Fallen by Emma Jensen
(Ivy, $6.50, G) ISBN 0-8041-1955-4
****
Entertaining and cleanly written, Fallen was a welcome contrast to other books I’ve read lately, which, if you will excuse the paraphrase, contained a great deal of sound and fury that signified nothing.

Gabiel Louden, Earl of Rievaulx (approximately Ree-vo, as one of the characters obligingly tests out the pronunciation), is a former army intelligence officer. He was part of an elite spy corps gathering information on the French for Wellington, working with Nathan Paget (of Ms. Jensen’s previous novel Entwined). Although we don’t immediately know why, Gabriel left the army in disgrace and has spent the intervening years drowning his guilt in drink and dissolution in London.

Through all Gabriel’s tribulations, Nathan has remained his one true friend. When the mysterious French spymaster L’Écossais (The Scot) is traced to the Isle of Skye, Nathan conscripts Gabriel to go after him. Skye also happens to be the birthplace of Nathan’s wife, and much of her family still lives there, including her sister, Maggie MacLeod, their father, Jamie, and the youngest sister, Tessa. Maggie is not only the island’s healer, but carries the entire responsibility for caring for her charming but alcoholic parent and the hoydenish Tessa.
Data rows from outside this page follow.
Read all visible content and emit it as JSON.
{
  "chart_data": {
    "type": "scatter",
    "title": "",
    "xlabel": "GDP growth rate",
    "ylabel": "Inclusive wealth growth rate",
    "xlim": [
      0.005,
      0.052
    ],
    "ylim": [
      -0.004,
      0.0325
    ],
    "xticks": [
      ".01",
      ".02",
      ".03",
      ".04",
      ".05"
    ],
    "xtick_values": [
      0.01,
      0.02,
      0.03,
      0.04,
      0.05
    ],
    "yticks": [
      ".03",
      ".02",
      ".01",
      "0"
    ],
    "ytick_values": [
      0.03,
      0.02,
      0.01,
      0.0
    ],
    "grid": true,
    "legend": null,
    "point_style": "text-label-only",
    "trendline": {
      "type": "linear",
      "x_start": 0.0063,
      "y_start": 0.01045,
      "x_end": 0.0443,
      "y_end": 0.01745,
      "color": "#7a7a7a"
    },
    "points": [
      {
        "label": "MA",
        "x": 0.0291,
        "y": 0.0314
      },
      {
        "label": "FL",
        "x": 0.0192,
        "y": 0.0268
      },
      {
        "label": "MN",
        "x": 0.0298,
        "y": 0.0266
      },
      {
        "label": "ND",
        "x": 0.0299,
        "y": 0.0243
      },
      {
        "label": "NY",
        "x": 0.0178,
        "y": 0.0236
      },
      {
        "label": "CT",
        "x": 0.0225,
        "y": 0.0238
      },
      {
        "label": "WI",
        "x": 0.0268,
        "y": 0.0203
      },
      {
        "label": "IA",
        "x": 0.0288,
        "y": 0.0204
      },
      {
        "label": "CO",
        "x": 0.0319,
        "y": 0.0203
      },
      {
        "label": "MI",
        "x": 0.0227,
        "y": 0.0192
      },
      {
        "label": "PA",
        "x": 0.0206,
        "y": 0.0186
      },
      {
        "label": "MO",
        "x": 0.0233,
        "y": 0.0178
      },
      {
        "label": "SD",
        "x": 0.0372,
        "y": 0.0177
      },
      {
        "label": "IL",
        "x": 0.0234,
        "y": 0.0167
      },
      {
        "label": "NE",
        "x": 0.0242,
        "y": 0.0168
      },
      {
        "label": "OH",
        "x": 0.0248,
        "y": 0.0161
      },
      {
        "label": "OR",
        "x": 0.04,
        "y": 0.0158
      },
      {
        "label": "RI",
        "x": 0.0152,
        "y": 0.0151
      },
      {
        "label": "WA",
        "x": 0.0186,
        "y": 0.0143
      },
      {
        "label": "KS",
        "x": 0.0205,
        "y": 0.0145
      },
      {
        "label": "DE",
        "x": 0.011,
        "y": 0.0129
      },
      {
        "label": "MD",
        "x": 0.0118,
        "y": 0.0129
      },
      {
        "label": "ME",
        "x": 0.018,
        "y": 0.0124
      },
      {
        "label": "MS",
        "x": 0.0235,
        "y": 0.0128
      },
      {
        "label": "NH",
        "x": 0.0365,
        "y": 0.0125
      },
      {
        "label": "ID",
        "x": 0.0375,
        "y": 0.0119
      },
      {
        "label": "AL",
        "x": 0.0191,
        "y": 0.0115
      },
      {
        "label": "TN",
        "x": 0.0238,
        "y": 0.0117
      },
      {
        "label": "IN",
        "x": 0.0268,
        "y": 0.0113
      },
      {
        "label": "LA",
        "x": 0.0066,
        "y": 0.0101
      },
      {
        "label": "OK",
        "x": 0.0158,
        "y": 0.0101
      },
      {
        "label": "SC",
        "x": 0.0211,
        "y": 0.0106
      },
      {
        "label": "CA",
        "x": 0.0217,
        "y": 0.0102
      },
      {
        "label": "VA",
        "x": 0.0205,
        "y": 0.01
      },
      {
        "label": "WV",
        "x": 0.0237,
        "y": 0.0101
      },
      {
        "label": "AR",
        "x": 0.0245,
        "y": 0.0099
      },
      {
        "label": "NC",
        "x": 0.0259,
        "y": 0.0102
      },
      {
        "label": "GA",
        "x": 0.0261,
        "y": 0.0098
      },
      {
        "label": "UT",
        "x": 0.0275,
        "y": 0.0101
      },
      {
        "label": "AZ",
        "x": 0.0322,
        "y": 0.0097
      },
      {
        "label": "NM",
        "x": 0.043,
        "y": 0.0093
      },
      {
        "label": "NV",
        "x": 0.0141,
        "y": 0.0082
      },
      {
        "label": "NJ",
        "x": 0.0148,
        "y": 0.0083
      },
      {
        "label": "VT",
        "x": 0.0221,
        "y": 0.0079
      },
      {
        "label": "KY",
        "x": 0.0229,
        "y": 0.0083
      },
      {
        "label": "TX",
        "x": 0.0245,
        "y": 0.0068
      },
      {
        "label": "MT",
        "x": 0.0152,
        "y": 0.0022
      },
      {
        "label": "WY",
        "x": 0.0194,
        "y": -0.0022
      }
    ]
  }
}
It is also suggested that Maggie, recently returned to her beloved Skye from England, suffered a deep romantic disappointment while on her travels.

Gabriel reluctantly accepts Nathan’s assignment. When he arrives on Skye, he establishes his alibi for being there by looking up the MacLeod family and conveying Nathan’s regards. Much to Maggie’s chagrin, her father immediately insists that Gabriel stay with them, rather than at the local inn.

I can’t say much more than that without giving away too much. An enjoyable - and all too unusual - element of this book is that the “backstory” is not blurted out in the first few pages as though it was an annoying but necessary evil. Rather, Ms. Jensen gives the characters’ histories their due as an integral part of the tale she’s telling. You likely won’t find Maggie and Gabriel’s secrets very surprising, but the information is told intelligently without any of the patronizing nudging and winking that too many authors mistake for suspense or dramatic irony.

The upshot is that pieces of the characters’ stories form a sort of breadcrumb trail for the reader to follow until they converge at the spot where we find Maggie and Gabriel. It’s the kind of mental puzzle-solving I think real readers like to do.

Although the framework of Fallen is the catching of a spy, this is not an “action” book by any means. Until the activity heats up right at the very end as Gabriel gets closer to his goal, the pace is pretty leisurely but the fluid writing carried me along and kept me interested. At no point, for example, did I find myself tempted to skim passages or skip ahead. I was always interested in what I was reading and all of it was both purposeful and intriguing.

I do have a couple of quibbles, however, and they are these. The romantic tension developed at the same leisurely pace as the story. As a result, the relationship between Maggie and Gabriel really didn’t really heat up until almost halfway through the book. There’s a fine line between anticipation and frustration and, for me, more sexual tension would have kept the romance from seeming a little tepid. In addition, while Maggie and Gabriel were cleanly written, I would have liked more depth. I liked these characters and wanted to see more of their own internal struggles with the choices they were making.

Finally, perhaps the downside of the book’s deliberate pace was that, while I was interested while reading, I did not find myself actively looking for opportunities to pick it back up once I’d put it down. Perhaps if I’d been teased a little more strongly, a little earlier, about how events were going to unfold, I’d have found it just that bit more compelling.

Although these things kept it from being a keeper for me, on the whole I found it a satisfying and enjoyable read.